Organizational leaders should:

• Respect that the old way of doing things got the organization to where it is. Then acknowledge that change is necessary, and show how the old way is no longer helpful in moving forward.

• Be intentional in communicating how new practices improve performance. Celebrate those who exemplify the new behaviors and make a point to mention them in staff and all-hands meetings.

• Embed the new culture in hiring and promotion. Hire people with experience and passion for the new way of working. A successful transformation requires that you fill key, influential roles with people who promote the new way of working.

2. Relax rigid or prescriptive practices.

The urgency with which organizations were forced to accelerate their digital transformations resulted in a quick — and in some cases, reckless — implementation of new practices without an understanding of their underlying principles.

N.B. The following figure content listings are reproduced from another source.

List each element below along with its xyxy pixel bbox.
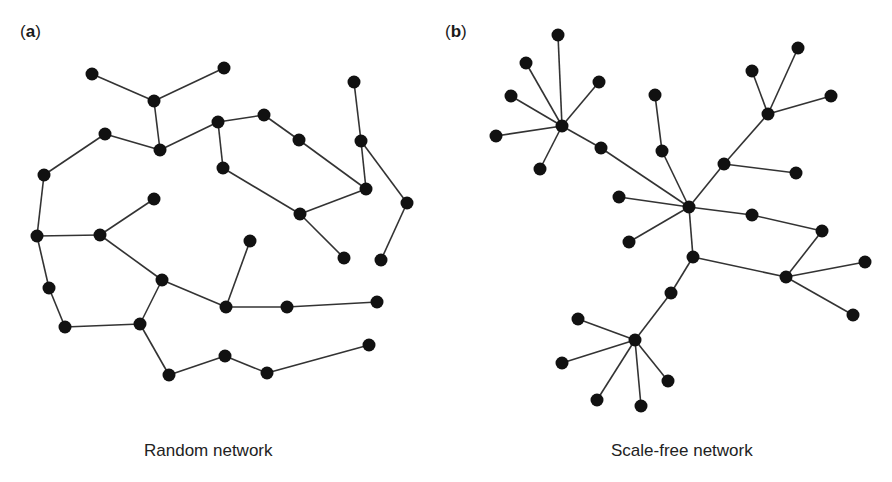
node	[847, 309, 860, 322]
edge	[354, 82, 361, 141]
edge	[786, 231, 822, 277]
node	[534, 163, 547, 176]
label-close-paren: )	[461, 22, 467, 41]
edge	[44, 134, 105, 175]
edge	[223, 168, 300, 214]
node	[244, 235, 257, 248]
node	[217, 162, 230, 175]
node	[490, 130, 503, 143]
node	[613, 191, 626, 204]
node	[261, 367, 274, 380]
edge	[752, 71, 768, 114]
node	[593, 76, 606, 89]
edge	[693, 257, 786, 277]
edge	[160, 122, 218, 150]
edge	[37, 236, 49, 288]
node	[360, 183, 373, 196]
edge	[154, 68, 224, 101]
node	[556, 357, 569, 370]
scale-free-network-nodes	[490, 29, 872, 413]
node	[338, 252, 351, 265]
edge	[786, 262, 865, 277]
node	[649, 89, 662, 102]
edge	[558, 35, 562, 126]
edge	[511, 96, 562, 126]
node	[43, 282, 56, 295]
edge	[154, 101, 160, 150]
node	[219, 350, 232, 363]
node	[38, 169, 51, 182]
node	[505, 90, 518, 103]
edge	[635, 340, 668, 381]
edge	[689, 207, 752, 215]
edge	[140, 324, 169, 375]
node	[762, 108, 775, 121]
node	[348, 76, 361, 89]
node	[31, 230, 44, 243]
label-letter: b	[451, 22, 461, 41]
node	[59, 321, 72, 334]
node	[683, 201, 696, 214]
edge	[689, 164, 724, 207]
node	[163, 369, 176, 382]
scale-free-network-edges	[496, 35, 865, 406]
edge	[65, 324, 140, 327]
node	[718, 158, 731, 171]
edge	[635, 340, 641, 406]
edge	[562, 82, 599, 126]
node	[825, 90, 838, 103]
node	[635, 400, 648, 413]
node	[212, 116, 225, 129]
node	[790, 167, 803, 180]
edge	[619, 197, 689, 207]
edge	[724, 114, 768, 164]
edge	[526, 63, 562, 126]
edge	[218, 115, 264, 122]
node	[294, 208, 307, 221]
node	[156, 274, 169, 287]
node	[94, 229, 107, 242]
random-network-edges	[37, 68, 407, 375]
node	[99, 128, 112, 141]
node	[134, 318, 147, 331]
edge	[169, 356, 225, 375]
node	[572, 313, 585, 326]
node	[154, 144, 167, 157]
node	[746, 65, 759, 78]
node	[595, 142, 608, 155]
edge	[496, 126, 562, 136]
node	[662, 375, 675, 388]
edge	[562, 126, 601, 148]
node	[148, 95, 161, 108]
node	[401, 197, 414, 210]
node	[552, 29, 565, 42]
edge	[100, 199, 154, 235]
node	[293, 134, 306, 147]
node	[665, 287, 678, 300]
node	[656, 145, 669, 158]
node	[591, 394, 604, 407]
node	[687, 251, 700, 264]
edge	[92, 74, 154, 101]
node	[355, 135, 368, 148]
label-close-paren: )	[35, 22, 41, 41]
edge	[540, 126, 562, 169]
edge	[381, 203, 407, 260]
caption-random-network: Random network	[144, 441, 273, 461]
edge	[689, 207, 693, 257]
edge	[299, 140, 366, 189]
edge	[578, 319, 635, 340]
edge	[300, 214, 344, 258]
edge	[225, 356, 267, 373]
edge	[162, 280, 226, 307]
edge	[267, 345, 369, 373]
edge	[562, 340, 635, 363]
node	[218, 62, 231, 75]
panel-label-b: (b)	[445, 22, 467, 42]
node	[623, 236, 636, 249]
edge	[287, 302, 377, 307]
edge	[218, 122, 223, 168]
node	[86, 68, 99, 81]
edge	[361, 141, 366, 189]
node	[746, 209, 759, 222]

Lean, Agile and DevOps principles have proven to be the most effective way of building systems today, but organizations experience suboptimal results when they apply practices without understanding the foundations that guide them.

Teams need to apply new practices and processes intentionally. First, they must fully understand the problem in order to identify which principle can help resolve it; then, they should explore a range of relevant practices that achieve that principle's intention.

Organizational leaders should:

• Focus on the principles as the immutable guardrails for applying practices. To lead effectively, leaders must understand the principles that drive the new way of working.

• Provide the time and space to experiment with practices and only keep the ones that prove valuable.

• Make your thought process visible and help others do the same by connecting decisions and answers to principles.

3. Repay technical and cultural debt.

When Covid-19 hit, the tyranny of the urgency caused organizations to focus on expanding their digital and online capabilities so that they (and their customers) could survive in a dramatically new business environment. With so little time to determine optimal choices, teams took shortcuts and created brittle systems that are now error-prone and difficult to change, which slows predictability and reduces quality. Companies' initial myopia led to poor decisions that have caused both technical debt and cultural debt.

Many organizations incurred technical debt when they changed their production systems quickly, with little consideration for their long-term health. And when people suddenly began working together remotely from home — with the added challenges of no on-site tech support, child care or privacy — they were operating without norms or precedent for how to do it effectively. This cultural debt must be addressed with better, more inclusive guidance for collaboration and work/life flexibility. To enable operational sustainability, organizations must pay down these technical and cultural debts.

Organizational leaders should:

• Establish guardrails for technical leaders. Ensure the teams' backlogs include the capacity to address technical debt. Some percentage of their work should improve the system design, refactor brittle architectures and standardize quality practices.

• Build an environment of collective emotional intelligence with empathy and mindfulness for your team's unique needs, concerns and feelings. Demonstrate authenticity to build shared trust among team members. Recognize that operating environments are limited when a person’s work is their home.

Now is the time to reinforce how we support transformational change. By addressing change fatigue, relaxing overly prescriptive practices and repaying technical and cultural debt, we can build organizations with the strength and resilience to respond to whatever comes next.

Chris James
CEO of Scaled Agile, Inc. | Read Chris James' full executive profile here.
Forbes Technology Council is an invitation-only community for world-class CIOs, CTOs and technology executives.